“My dear!” Hetty assured her, “that is past praying for. She will be weary to death; and he, as you know, is in a mood to-day! Though you thought it unfeeling, I rejoiced when he announced he was not riding to Bawtry to meet her but would send Sander instead: for whatever news she brought he would have picked holes in it and wrangled all the way home. But this is his masterpiece. It contrives to get the most annoyance out of both plans. I often wonder”—here Hetty clasped her knee again, and, leaning back against the turf, let her eyes wander over the darkening landscape—“if our father and mother love each other the better for living together in one perpetual rasp of temper?”
“What is the hour?” asked Emilia.
Hetty glanced at the sun.
“Six, or a few minutes past.”
“She cannot be here before half-past seven, and by then the moon will be rising. We will give her a regal harvest-supper, and enthrone her on the last sheaf. I have sent word to have it saved. And there shall be a fire, and baked potatoes.”
Kitty clapped her hands.
“And,” Hetty took up the tale, “she shall sit by the embers and tell us all her wanderings, like Aeneas, till the break of morning. But before we bid Johnny Whitelamb desist from drawing and build a fire, let us be six princesses here and choose the gifts our mother shall bring home from town.”
“You know well enough she has no money to buy gifts,” objected Patty.
“Be frugal, then, in wishing, dear Pat. For my part, I demand only a rich Indian uncle: but he must be of solid gold. He should come to us along the Bawtry road in a palanquin with bells jingling at the fringes. Ann, sister Ann, run you to the top of the mound and say if you see such an uncle coming. Moll, dear, ’tis your turn to wish.”
“I wish,” said Molly, “for a magic mirror.” Hetty gave a start, thinking she spoke of a glass which should hide her deformity. But Molly went on gravely. “I should call it my Why Mirror, for it would show us why we live as we do, and why mother goes ill-clothed and sometimes hungry. No, I am not grumbling; but sometimes I wish to know—only to know! I think my mirror would tell me something about my brothers, and what they are to do in the world. And I am sure it would tell me that God is ordering this for some great end. But I am weak and impatient, and, if I knew, I could be so much braver!” She ended abruptly, and for a moment or two all the sisters were silent.
“Come, Nancy,” said Hetty at length. “Patty will wish for a harp, for certain”—Patty’s burning desire to possess one was as notorious in the family as her absolute lack of ear for music—“and Emmy will ask for a new pair of shoes, if she is wise.” Emilia tucked a foot out of sight under her skirt.
“But I don’t understand this game,” put in Kezzy. “A moment ago it was Blue Beard, and now it seems to be Beauty and the Beast. Which is it?”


--- ABOUT THIS EXERCISE ---
Hunt through the entries for the word "switch" and copy each line in which it appears.

--- Stored items ---
....
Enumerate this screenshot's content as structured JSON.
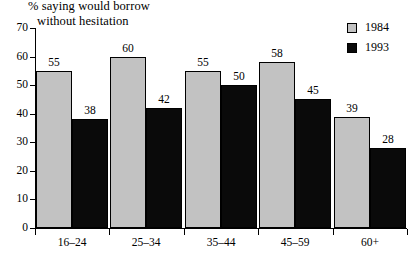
{
  "chart_data": {
    "type": "bar",
    "title": "% saying would borrow without hesitation",
    "title_line1": "% saying would borrow",
    "title_line2": "without hesitation",
    "xlabel": "",
    "ylabel": "",
    "ylim": [
      0,
      70
    ],
    "yticks": [
      0,
      10,
      20,
      30,
      40,
      50,
      60,
      70
    ],
    "grid": false,
    "legend_position": "top-right",
    "categories": [
      "16–24",
      "25–34",
      "35–44",
      "45–59",
      "60+"
    ],
    "series": [
      {
        "name": "1984",
        "color": "#c2c2c2",
        "values": [
          55,
          60,
          55,
          58,
          39
        ]
      },
      {
        "name": "1993",
        "color": "#0a0a0a",
        "values": [
          38,
          42,
          50,
          45,
          28
        ]
      }
    ]
  },
  "legend": {
    "items": [
      {
        "label": "1984",
        "swatch": "#c2c2c2"
      },
      {
        "label": "1993",
        "swatch": "#0a0a0a"
      }
    ]
  }
}
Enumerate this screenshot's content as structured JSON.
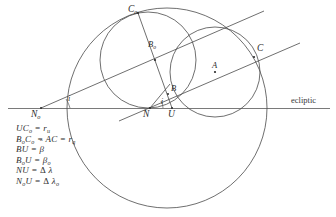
{
  "figure": {
    "type": "geometric-diagram",
    "background_color": "#ffffff",
    "stroke_color": "#3a3a3a"
  },
  "axis": {
    "ecliptic_label": "ecliptic"
  },
  "points": [
    {
      "key": "C_o",
      "text": "C",
      "sub": "o",
      "x": 138,
      "y": 13,
      "label_x": 128,
      "label_y": 6
    },
    {
      "key": "B_o",
      "text": "B",
      "sub": "o",
      "x": 155,
      "y": 50,
      "label_x": 149,
      "label_y": 41
    },
    {
      "key": "C",
      "text": "C",
      "sub": "",
      "x": 254,
      "y": 57,
      "label_x": 256,
      "label_y": 45
    },
    {
      "key": "A",
      "text": "A",
      "sub": "",
      "x": 215,
      "y": 72,
      "label_x": 213,
      "label_y": 62
    },
    {
      "key": "B",
      "text": "B",
      "sub": "",
      "x": 168,
      "y": 95,
      "label_x": 170,
      "label_y": 85
    },
    {
      "key": "N",
      "text": "N",
      "sub": "",
      "x": 150,
      "y": 108,
      "label_x": 144,
      "label_y": 110
    },
    {
      "key": "U",
      "text": "U",
      "sub": "",
      "x": 172,
      "y": 108,
      "label_x": 168,
      "label_y": 110
    },
    {
      "key": "N_o",
      "text": "N",
      "sub": "o",
      "x": 41,
      "y": 108,
      "label_x": 31,
      "label_y": 110
    }
  ],
  "angles": [
    {
      "key": "i-at-No",
      "text": "i",
      "label_x": 66,
      "label_y": 96
    },
    {
      "key": "i-at-N",
      "text": "i",
      "label_x": 162,
      "label_y": 98
    }
  ],
  "legend": {
    "equations": [
      {
        "id": "eq-1",
        "html": "UC<sub>o</sub> = r<sub>u</sub>"
      },
      {
        "id": "eq-2",
        "html": "B<sub>o</sub>C<sub>o</sub> = AC = r<sub>q</sub>"
      },
      {
        "id": "eq-3",
        "html": "BU = <span class=\"hat\">β</span>"
      },
      {
        "id": "eq-4",
        "html": "B<sub>o</sub>U = β<sub>o</sub>"
      },
      {
        "id": "eq-5",
        "html": "NU = <span class=\"up\">Δ</span> λ"
      },
      {
        "id": "eq-6",
        "html": "N<sub>o</sub>U = <span class=\"up\">Δ</span> λ<sub>o</sub>"
      }
    ],
    "plain_text": [
      "UC_o = r_u",
      "B_oC_o = AC = r_q",
      "BU = beta-hat",
      "B_oU = beta_o",
      "NU = delta-lambda",
      "N_oU = delta-lambda_o"
    ]
  },
  "geometry": {
    "ecliptic_line": {
      "x1": 8,
      "y1": 108,
      "x2": 330,
      "y2": 108
    },
    "circles": [
      {
        "name": "large-orbit-circle",
        "cx": 167,
        "cy": 108,
        "r": 100
      },
      {
        "name": "upper-left-circle",
        "cx": 148,
        "cy": 60,
        "r": 48
      },
      {
        "name": "right-circle",
        "cx": 215,
        "cy": 72,
        "r": 45
      }
    ],
    "inclined_lines": [
      {
        "name": "node-line-upper",
        "x1": 41,
        "y1": 108,
        "x2": 262,
        "y2": 12
      },
      {
        "name": "node-line-lower",
        "x1": 120,
        "y1": 118,
        "x2": 298,
        "y2": 45
      }
    ],
    "chords": [
      {
        "name": "chord-Co-U",
        "x1": 138,
        "y1": 13,
        "x2": 172,
        "y2": 108
      },
      {
        "name": "chord-N-B",
        "x1": 150,
        "y1": 108,
        "x2": 171,
        "y2": 84
      }
    ]
  }
}
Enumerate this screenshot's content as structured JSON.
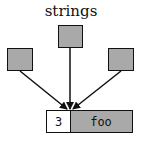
{
  "title": "strings",
  "record": {
    "length": "3",
    "value": "foo"
  },
  "colors": {
    "box_fill": "#a9a9a9",
    "stroke": "#111111",
    "length_fill": "#ffffff"
  },
  "pointers": [
    "left-pointer",
    "center-pointer",
    "right-pointer"
  ]
}
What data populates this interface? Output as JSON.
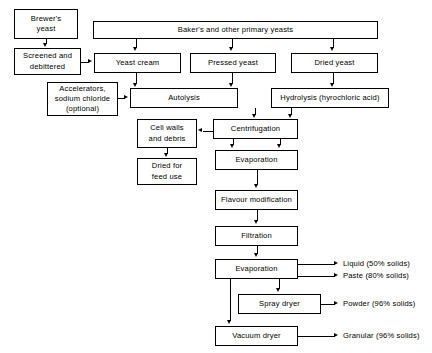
{
  "diagram": {
    "type": "process-flowchart",
    "background_color": "#ffffff",
    "line_color": "#000000",
    "text_color": "#000000",
    "nodes": [
      {
        "id": "brewers_yeast",
        "label": "Brewer's\nyeast",
        "x": 14,
        "y": 9,
        "w": 64,
        "h": 30
      },
      {
        "id": "bakers_yeast",
        "label": "Baker's and other primary yeasts",
        "x": 93,
        "y": 21,
        "w": 285,
        "h": 18
      },
      {
        "id": "screened_debittered",
        "label": "Screened and\ndebittered",
        "x": 14,
        "y": 48,
        "w": 67,
        "h": 27
      },
      {
        "id": "yeast_cream",
        "label": "Yeast cream",
        "x": 94,
        "y": 53,
        "w": 87,
        "h": 20
      },
      {
        "id": "pressed_yeast",
        "label": "Pressed yeast",
        "x": 190,
        "y": 53,
        "w": 86,
        "h": 20
      },
      {
        "id": "dried_yeast",
        "label": "Dried yeast",
        "x": 291,
        "y": 53,
        "w": 87,
        "h": 20
      },
      {
        "id": "accelerators",
        "label": "Accelerators,\nsodium chloride\n(optional)",
        "x": 47,
        "y": 82,
        "w": 71,
        "h": 34
      },
      {
        "id": "autolysis",
        "label": "Autolysis",
        "x": 130,
        "y": 88,
        "w": 108,
        "h": 20
      },
      {
        "id": "hydrolysis",
        "label": "Hydrolysis (hyrochloric acid)",
        "x": 271,
        "y": 88,
        "w": 118,
        "h": 20
      },
      {
        "id": "cell_walls",
        "label": "Cell walls\nand debris",
        "x": 137,
        "y": 119,
        "w": 60,
        "h": 29
      },
      {
        "id": "centrifugation",
        "label": "Centrifugation",
        "x": 213,
        "y": 119,
        "w": 85,
        "h": 20
      },
      {
        "id": "dried_feed_use",
        "label": "Dried for\nfeed use",
        "x": 137,
        "y": 158,
        "w": 60,
        "h": 27
      },
      {
        "id": "evaporation_1",
        "label": "Evaporation",
        "x": 215,
        "y": 150,
        "w": 83,
        "h": 20
      },
      {
        "id": "flavour_modification",
        "label": "Flavour modification",
        "x": 215,
        "y": 190,
        "w": 83,
        "h": 20
      },
      {
        "id": "filtration",
        "label": "Filtration",
        "x": 215,
        "y": 226,
        "w": 83,
        "h": 20
      },
      {
        "id": "evaporation_2",
        "label": "Evaporation",
        "x": 215,
        "y": 259,
        "w": 83,
        "h": 20
      },
      {
        "id": "spray_dryer",
        "label": "Spray dryer",
        "x": 238,
        "y": 294,
        "w": 83,
        "h": 20
      },
      {
        "id": "vacuum_dryer",
        "label": "Vacuum dryer",
        "x": 215,
        "y": 326,
        "w": 83,
        "h": 20
      }
    ],
    "output_labels": [
      {
        "id": "liquid_output",
        "label": "Liquid (50% solids)",
        "x": 343,
        "y": 259
      },
      {
        "id": "paste_output",
        "label": "Paste (80% solids)",
        "x": 343,
        "y": 271
      },
      {
        "id": "powder_output",
        "label": "Powder (96% solids)",
        "x": 343,
        "y": 299
      },
      {
        "id": "granular_output",
        "label": "Granular (96% solids)",
        "x": 343,
        "y": 331
      }
    ],
    "flows": [
      {
        "from": "brewers_yeast",
        "to": "screened_debittered"
      },
      {
        "from": "screened_debittered",
        "to": "yeast_cream"
      },
      {
        "from": "bakers_yeast",
        "to": "yeast_cream"
      },
      {
        "from": "bakers_yeast",
        "to": "pressed_yeast"
      },
      {
        "from": "bakers_yeast",
        "to": "dried_yeast"
      },
      {
        "from": "yeast_cream",
        "to": "autolysis"
      },
      {
        "from": "pressed_yeast",
        "to": "autolysis"
      },
      {
        "from": "accelerators",
        "to": "autolysis"
      },
      {
        "from": "dried_yeast",
        "to": "hydrolysis"
      },
      {
        "from": "autolysis",
        "to": "centrifugation"
      },
      {
        "from": "hydrolysis",
        "to": "centrifugation"
      },
      {
        "from": "centrifugation",
        "to": "cell_walls"
      },
      {
        "from": "cell_walls",
        "to": "dried_feed_use"
      },
      {
        "from": "centrifugation",
        "to": "evaporation_1"
      },
      {
        "from": "evaporation_1",
        "to": "flavour_modification"
      },
      {
        "from": "flavour_modification",
        "to": "filtration"
      },
      {
        "from": "filtration",
        "to": "evaporation_2"
      },
      {
        "from": "evaporation_2",
        "to": "liquid_output"
      },
      {
        "from": "evaporation_2",
        "to": "paste_output"
      },
      {
        "from": "evaporation_2",
        "to": "spray_dryer"
      },
      {
        "from": "evaporation_2",
        "to": "vacuum_dryer"
      },
      {
        "from": "spray_dryer",
        "to": "powder_output"
      },
      {
        "from": "vacuum_dryer",
        "to": "granular_output"
      }
    ]
  }
}
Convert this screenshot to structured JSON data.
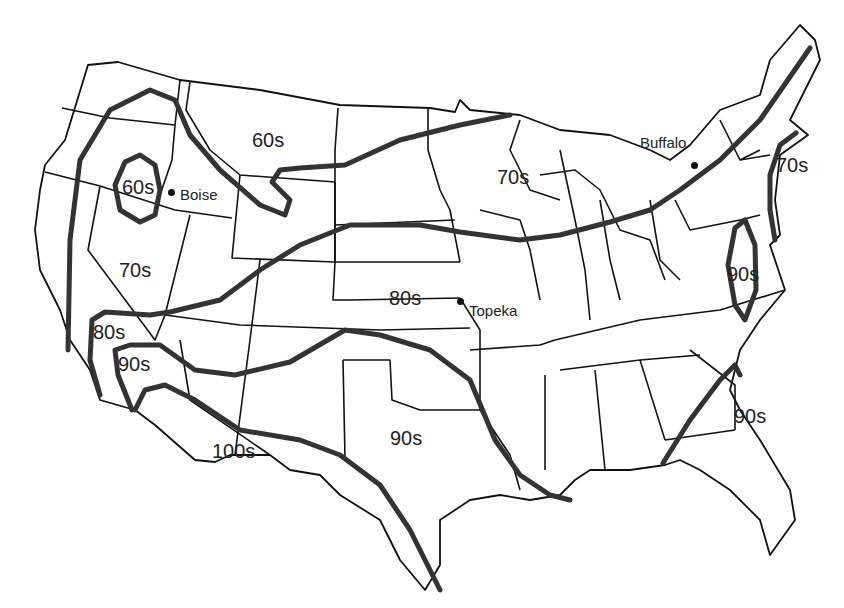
{
  "map": {
    "subject": "Contiguous United States summer temperature isotherms",
    "isotherm_color": "#333333",
    "border_color": "#111111",
    "background": "#ffffff"
  },
  "isotherm_labels": [
    {
      "id": "lbl-60s-montana",
      "text": "60s",
      "x": 252,
      "y": 130
    },
    {
      "id": "lbl-60s-oregon",
      "text": "60s",
      "x": 122,
      "y": 177
    },
    {
      "id": "lbl-70s-nevada",
      "text": "70s",
      "x": 119,
      "y": 260
    },
    {
      "id": "lbl-70s-wisconsin",
      "text": "70s",
      "x": 497,
      "y": 167
    },
    {
      "id": "lbl-70s-newengland",
      "text": "70s",
      "x": 776,
      "y": 155
    },
    {
      "id": "lbl-80s-kansas",
      "text": "80s",
      "x": 389,
      "y": 288
    },
    {
      "id": "lbl-80s-california",
      "text": "80s",
      "x": 93,
      "y": 322
    },
    {
      "id": "lbl-90s-california",
      "text": "90s",
      "x": 118,
      "y": 354
    },
    {
      "id": "lbl-90s-texas",
      "text": "90s",
      "x": 390,
      "y": 428
    },
    {
      "id": "lbl-90s-virginia",
      "text": "90s",
      "x": 727,
      "y": 264
    },
    {
      "id": "lbl-90s-georgia",
      "text": "90s",
      "x": 734,
      "y": 406
    },
    {
      "id": "lbl-100s-arizona",
      "text": "100s",
      "x": 212,
      "y": 441
    }
  ],
  "cities": [
    {
      "id": "boise",
      "name": "Boise",
      "dot_x": 171,
      "dot_y": 192,
      "label_x": 180,
      "label_y": 187
    },
    {
      "id": "topeka",
      "name": "Topeka",
      "dot_x": 460,
      "dot_y": 301,
      "label_x": 469,
      "label_y": 303
    },
    {
      "id": "buffalo",
      "name": "Buffalo",
      "dot_x": 694,
      "dot_y": 165,
      "label_x": 640,
      "label_y": 135
    }
  ]
}
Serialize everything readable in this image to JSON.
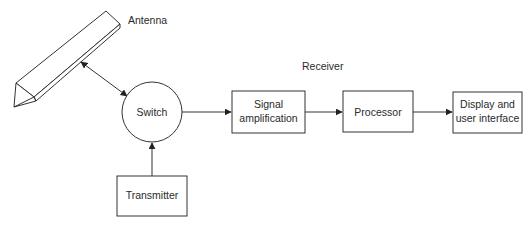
{
  "diagram": {
    "labels": {
      "antenna": "Antenna",
      "receiver": "Receiver"
    },
    "nodes": {
      "switch": "Switch",
      "transmitter": "Transmitter",
      "signal_amplification": [
        "Signal",
        "amplification"
      ],
      "processor": "Processor",
      "display": [
        "Display and",
        "user interface"
      ]
    },
    "edges": [
      {
        "from": "antenna",
        "to": "switch",
        "type": "bidirectional"
      },
      {
        "from": "transmitter",
        "to": "switch",
        "type": "directed"
      },
      {
        "from": "switch",
        "to": "signal_amplification",
        "type": "directed"
      },
      {
        "from": "signal_amplification",
        "to": "processor",
        "type": "directed"
      },
      {
        "from": "processor",
        "to": "display",
        "type": "directed"
      }
    ],
    "colors": {
      "stroke": "#333333",
      "text": "#2a2a2a",
      "background": "#ffffff"
    }
  }
}
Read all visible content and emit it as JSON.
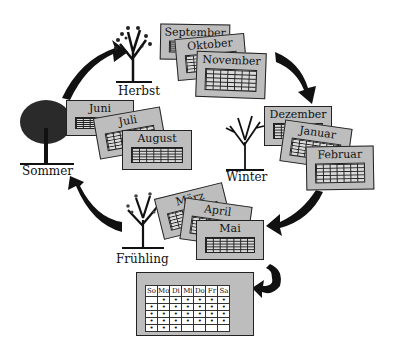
{
  "seasons": [
    {
      "name": "Herbst",
      "months": [
        "September",
        "Oktober",
        "November"
      ]
    },
    {
      "name": "Winter",
      "months": [
        "Dezember",
        "Januar",
        "Februar"
      ]
    },
    {
      "name": "Frühling",
      "months": [
        "März",
        "April",
        "Mai"
      ]
    },
    {
      "name": "Sommer",
      "months": [
        "Juni",
        "Juli",
        "August"
      ]
    }
  ],
  "calendar": {
    "weekdays": [
      "So",
      "Mo",
      "Di",
      "Mi",
      "Do",
      "Fr",
      "Sa"
    ],
    "dot_rows": [
      [
        0,
        1,
        1,
        1,
        1,
        1,
        1
      ],
      [
        1,
        1,
        1,
        1,
        1,
        1,
        1
      ],
      [
        1,
        1,
        1,
        1,
        1,
        1,
        1
      ],
      [
        1,
        1,
        1,
        1,
        1,
        1,
        1
      ],
      [
        1,
        1,
        1,
        0,
        0,
        0,
        0
      ]
    ]
  },
  "colors": {
    "card": "#bdbdbd",
    "grid": "#dadada",
    "ink": "#111111"
  }
}
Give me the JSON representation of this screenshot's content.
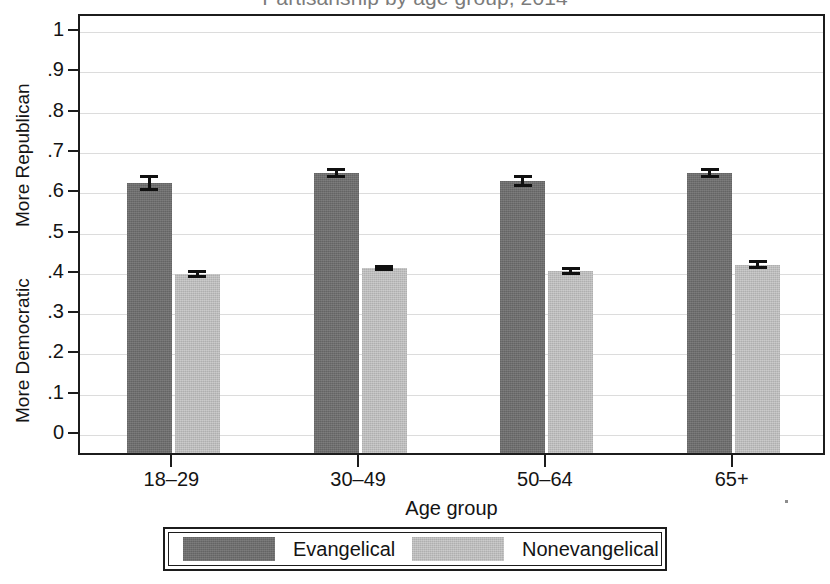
{
  "chart_data": {
    "type": "bar",
    "title": "Partisanship by age group, 2014",
    "xlabel": "Age group",
    "ylabel": "",
    "ylim": [
      0,
      1
    ],
    "grid": true,
    "legend_position": "bottom",
    "categories": [
      "18–29",
      "30–49",
      "50–64",
      "65+"
    ],
    "ytick_labels": [
      "0",
      ".1",
      ".2",
      ".3",
      ".4",
      ".5",
      ".6",
      ".7",
      ".8",
      ".9",
      "1"
    ],
    "ytick_values": [
      0,
      0.1,
      0.2,
      0.3,
      0.4,
      0.5,
      0.6,
      0.7,
      0.8,
      0.9,
      1
    ],
    "axis_annotations": {
      "top": "More Republican",
      "bottom": "More Democratic"
    },
    "series": [
      {
        "name": "Evangelical",
        "color": "#6e6e6e",
        "values": [
          0.625,
          0.65,
          0.63,
          0.65
        ],
        "errors": [
          0.02,
          0.012,
          0.014,
          0.013
        ]
      },
      {
        "name": "Nonevangelical",
        "color": "#bcbcbc",
        "values": [
          0.4,
          0.415,
          0.408,
          0.423
        ],
        "errors": [
          0.01,
          0.008,
          0.01,
          0.012
        ]
      }
    ]
  },
  "legend": {
    "items": [
      {
        "label": "Evangelical",
        "color": "#6e6e6e"
      },
      {
        "label": "Nonevangelical",
        "color": "#bcbcbc"
      }
    ]
  }
}
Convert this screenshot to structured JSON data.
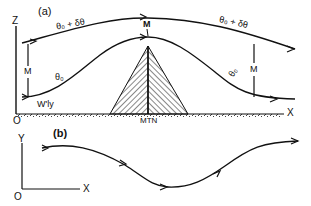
{
  "panel_a": {
    "label": "(a)",
    "axis_z": "Z",
    "axis_x": "X",
    "origin": "O",
    "upper_isentrope": "θ₀ + δθ",
    "upper_isentrope_right": "θ₀ + δθ",
    "lower_isentrope": "θ₀",
    "lower_isentrope_right": "θ₀",
    "mass_left": "M",
    "mass_top": "M",
    "mass_right": "M",
    "flow_label": "W'ly",
    "mountain_label": "MTN"
  },
  "panel_b": {
    "label": "(b)",
    "axis_y": "Y",
    "axis_x": "X",
    "origin": "O"
  },
  "colors": {
    "ink": "#111111",
    "background": "#ffffff"
  }
}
....
--- SOLUTION FOR THIS TASK ---
      "switch": "Switch",
        "to": "switch",
        "to": "switch",
        "from": "switch",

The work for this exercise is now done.